→ **The problem**: Below are some records. Write out the lines from the one containing "The width and height of the screenshot is (980, 531)." to the last line, word for word, leaving out pictures.

→ **Data section**:
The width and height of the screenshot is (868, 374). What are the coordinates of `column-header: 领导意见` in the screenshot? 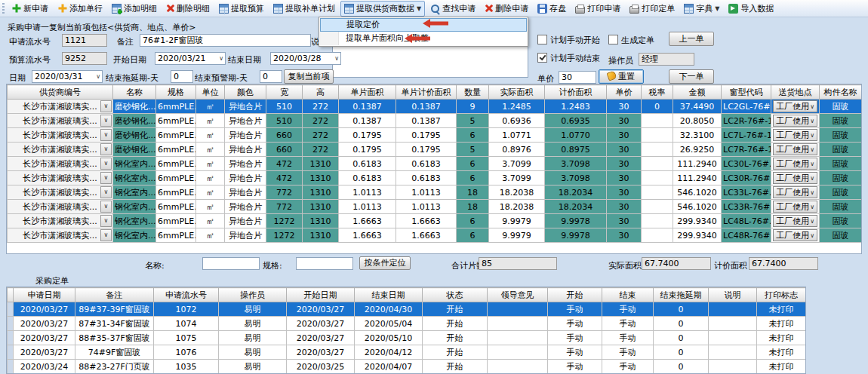 It's located at (518, 296).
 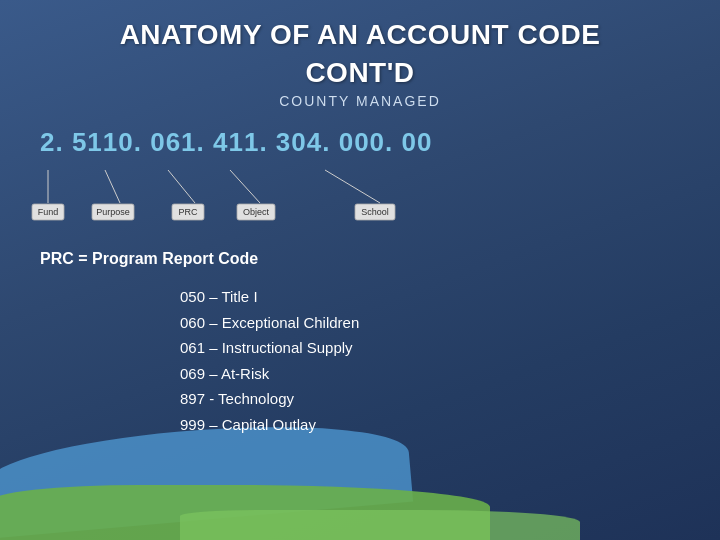 What do you see at coordinates (430, 425) in the screenshot?
I see `list-item: 999 – Capital Outlay` at bounding box center [430, 425].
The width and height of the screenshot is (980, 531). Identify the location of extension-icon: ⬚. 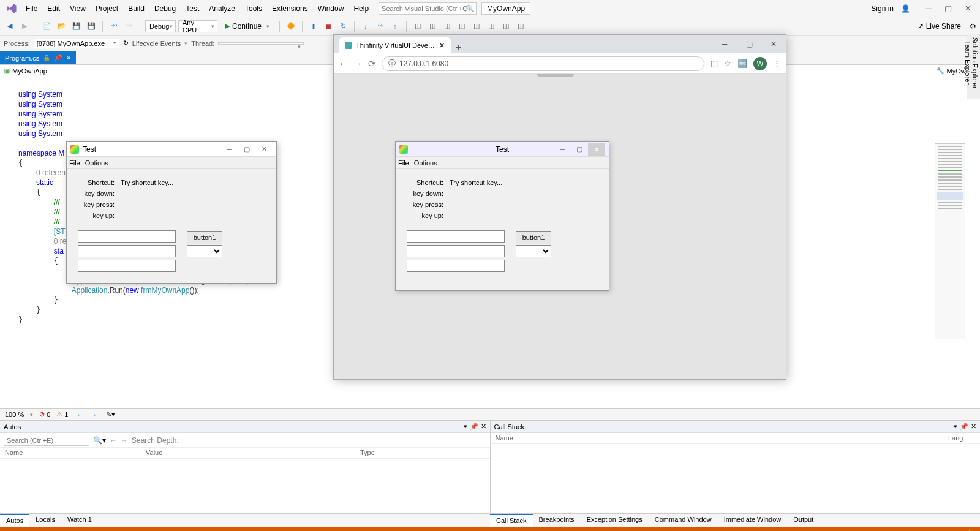
(714, 64).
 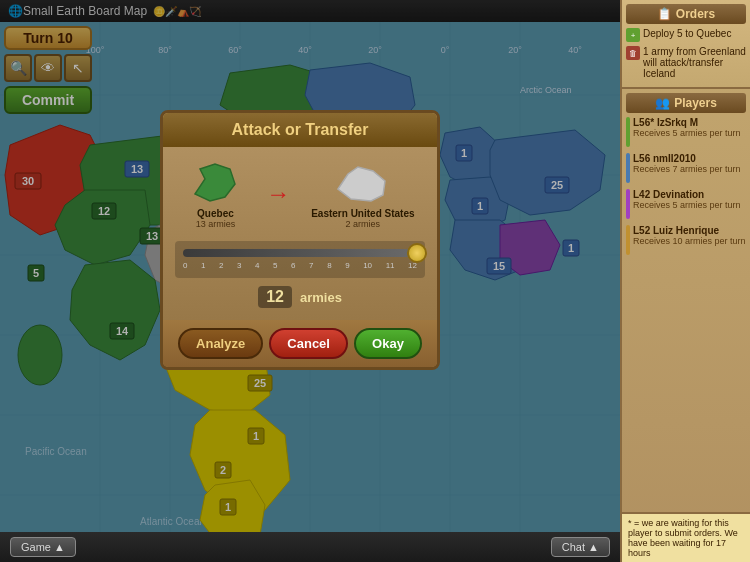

→ **Response to this task**:
The width and height of the screenshot is (980, 531). Identify the location of extension-icon: ⬚. 
(714, 64).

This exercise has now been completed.